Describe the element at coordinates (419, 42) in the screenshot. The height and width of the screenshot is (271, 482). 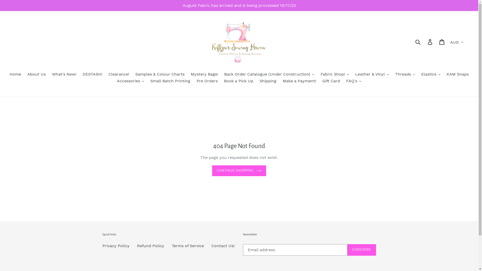
I see `Submit` at that location.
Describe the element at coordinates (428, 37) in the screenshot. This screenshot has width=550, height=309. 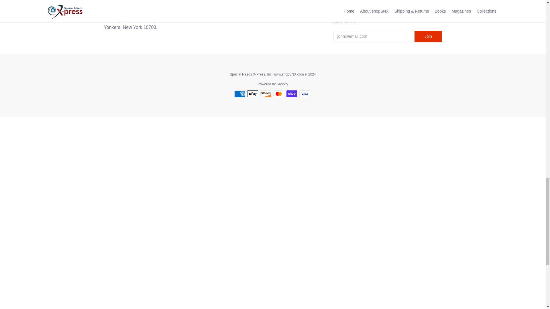
I see `Join` at that location.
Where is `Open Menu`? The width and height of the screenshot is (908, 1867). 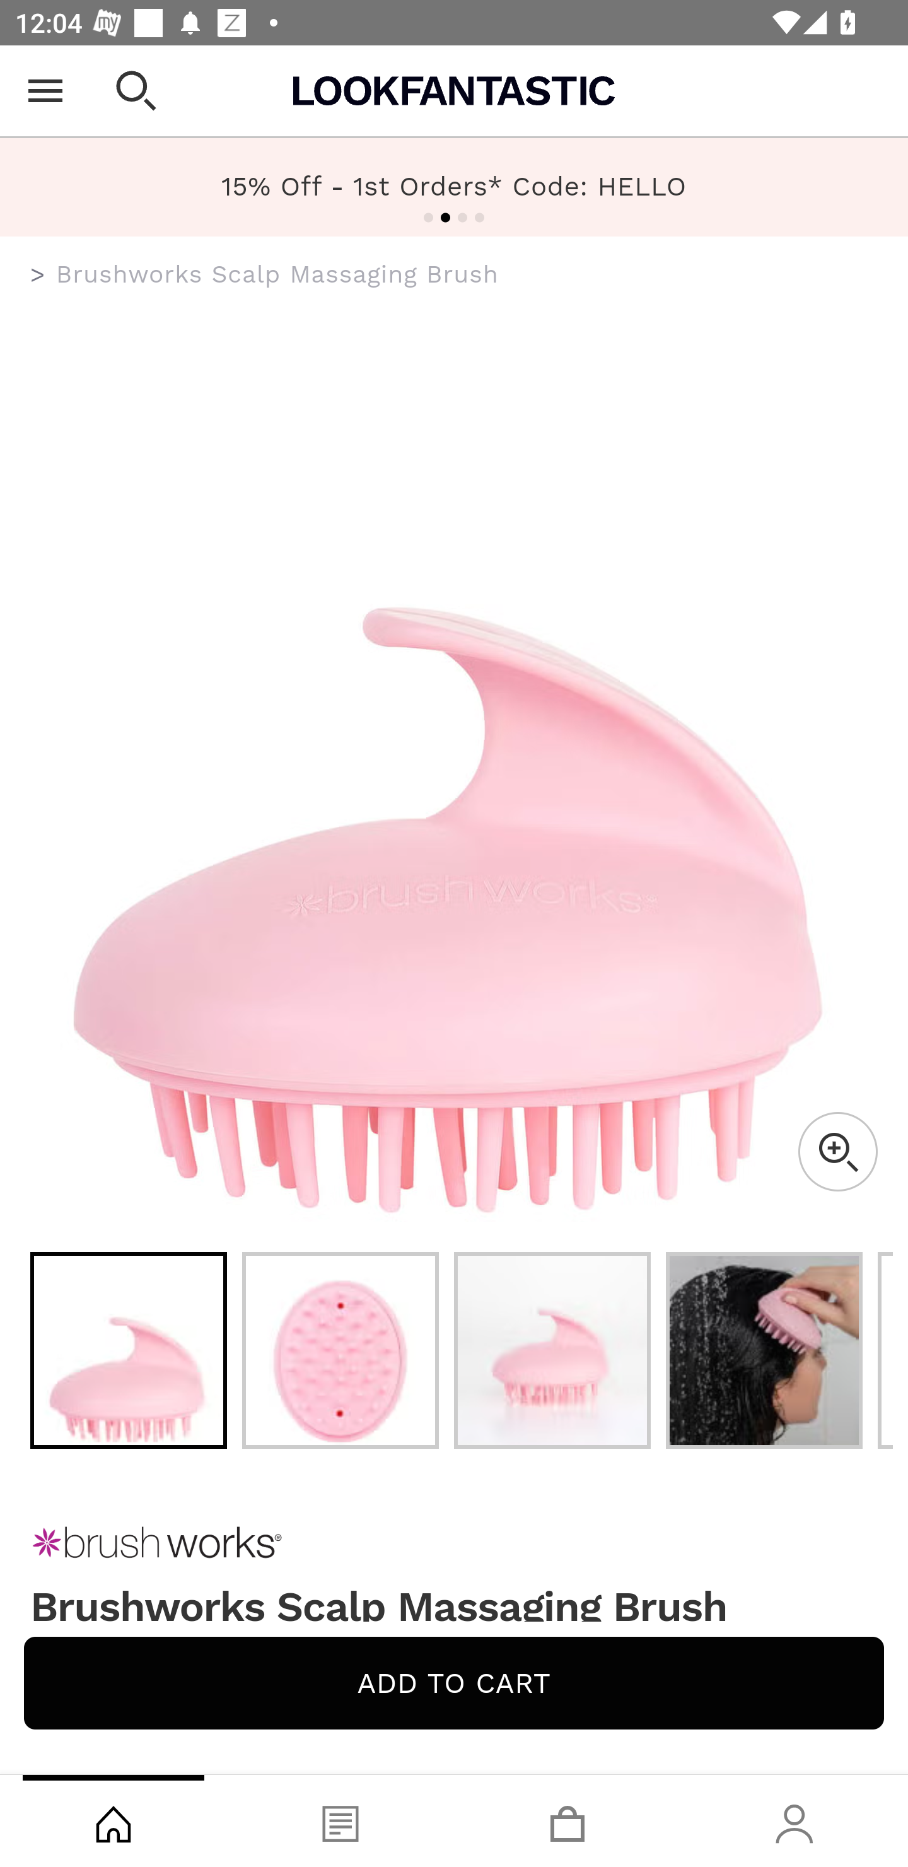 Open Menu is located at coordinates (46, 91).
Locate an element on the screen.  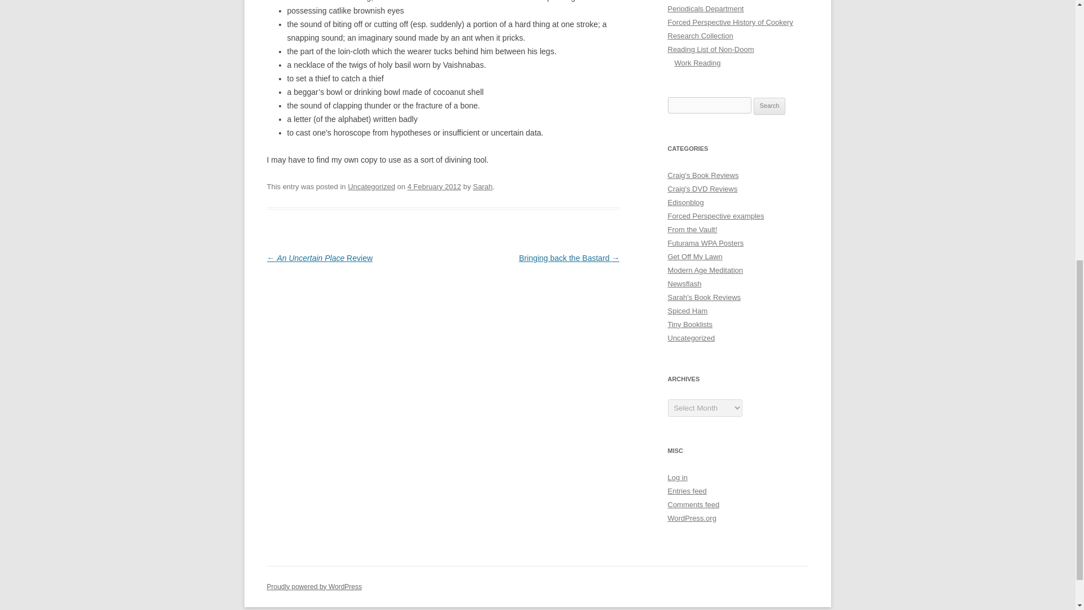
Search is located at coordinates (770, 106).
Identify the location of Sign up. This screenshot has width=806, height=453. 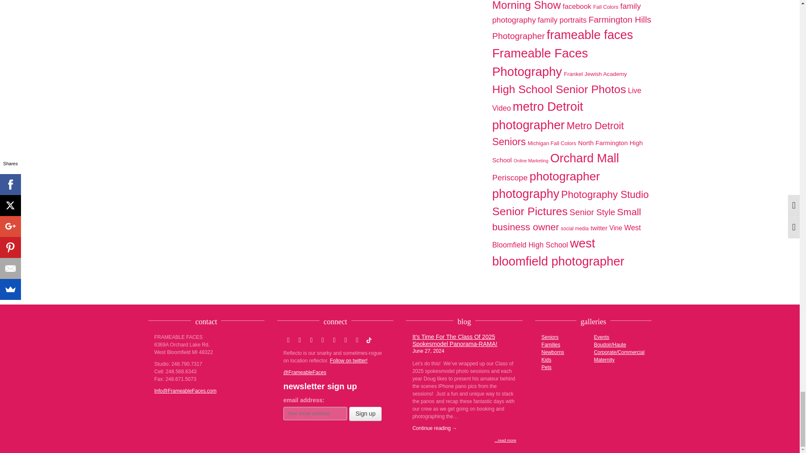
(365, 414).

----------------------------------------

Exercise
All that the answer may contain is the exact text of the lines from the one with "Locate an element on the screen." through the last line of the material, pictures excluded.

Result for this exercise
Locate an element on the screen.  
Search is located at coordinates (770, 106).
Identify the location of Sign up. This screenshot has width=806, height=453. 
(365, 414).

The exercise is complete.